[1384] One would be, no doubt, for Dil-dār’s own information. She then had no son but had two daughters, Gul-rang and Gul-chihra. News of Hind-āl’s birth reached Bābur in Bhīra, some six weeks later (f. 227).
[1385] f. 218b.
[1386] Bībī Mubāraka, the Afghānī Aghācha of Gul-badan. An attractive picture of her is drawn by the Tāwārikh-i-ḥāfi-i-raḥmat-khānī. As this gives not only one of Bābur’s romantic adventures but historical matter, I append it in my husband’s translation [(A.Q.R. April 1901)] as Appendix K, An Afghān Legend.
[1387] Bī-sūt aīlī-nīng Bajaur-qūrghānī-dā manāsabatī-bār jīhatī; a characteristic phrase.
[1388] Perhaps the end of the early spring-harvest and the spring harvesting-year. It is not the end of the campaigning year, manifestly; and it is at the beginning of both the solar and lunar years.
[1389] Perhaps, more than half-way between the Mid-day and Afternoon Prayers. So too in the annals of Feb. 12th.
[1390] tīl ālghālī (Pers. zabān-gīrī), a new phrase in the B.N.
[1391] chāsht, which, being half-way between sunrise and the meridian, is a variable hour.
[1392] See n. 2, f. 221.
[1393] Perhaps Maqām is the Mardān of maps.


(Work instruction) Only the lines containing "Curve" belong in the answer; find them in the material below.

(Information)
+ + +

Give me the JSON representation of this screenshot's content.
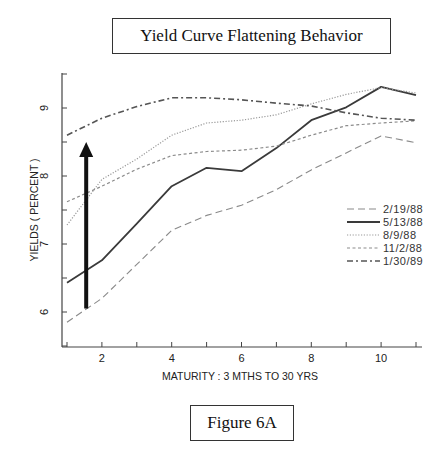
{
  "title": "Yield Curve Flattening Behavior",
  "figure_label": "Figure 6A",
  "chart_data": {
    "type": "line",
    "title": "Yield Curve Flattening Behavior",
    "xlabel": "MATURITY : 3 MTHS TO 30 YRS",
    "ylabel": "YIELDS ( PERCENT )",
    "x": [
      1,
      2,
      3,
      4,
      5,
      6,
      7,
      8,
      9,
      10,
      11
    ],
    "x_ticks": [
      2,
      4,
      6,
      8,
      10
    ],
    "y_ticks": [
      6,
      7,
      8,
      9
    ],
    "xlim": [
      1,
      11
    ],
    "ylim": [
      5.5,
      9.5
    ],
    "grid": false,
    "legend_position": "right, lower-middle",
    "series": [
      {
        "name": "2/19/88",
        "style": "dash",
        "values": [
          5.85,
          6.2,
          6.7,
          7.2,
          7.42,
          7.57,
          7.8,
          8.09,
          8.34,
          8.59,
          8.49
        ]
      },
      {
        "name": "5/13/88",
        "style": "solid",
        "values": [
          6.43,
          6.76,
          7.3,
          7.85,
          8.12,
          8.07,
          8.41,
          8.82,
          9.01,
          9.31,
          9.19
        ]
      },
      {
        "name": "8/9/88",
        "style": "dotted",
        "values": [
          7.28,
          7.95,
          8.25,
          8.6,
          8.78,
          8.82,
          8.9,
          9.06,
          9.2,
          9.3,
          9.22
        ]
      },
      {
        "name": "11/2/88",
        "style": "short-dash",
        "values": [
          7.62,
          7.85,
          8.1,
          8.3,
          8.36,
          8.38,
          8.44,
          8.6,
          8.74,
          8.78,
          8.81
        ]
      },
      {
        "name": "1/30/89",
        "style": "dash-dot",
        "values": [
          8.6,
          8.85,
          9.02,
          9.15,
          9.15,
          9.12,
          9.07,
          9.03,
          8.93,
          8.85,
          8.82
        ]
      }
    ],
    "annotations": [
      {
        "type": "arrow",
        "direction": "up",
        "x": 1.55,
        "y_from": 6.05,
        "y_to": 8.5
      }
    ]
  },
  "axis": {
    "x_ticks_labels": [
      "2",
      "4",
      "6",
      "8",
      "10"
    ],
    "y_ticks_labels": [
      "6",
      "7",
      "8",
      "9"
    ]
  }
}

+ + +

(Problem solution)
  "title": "Yield Curve Flattening Behavior",
    "title": "Yield Curve Flattening Behavior",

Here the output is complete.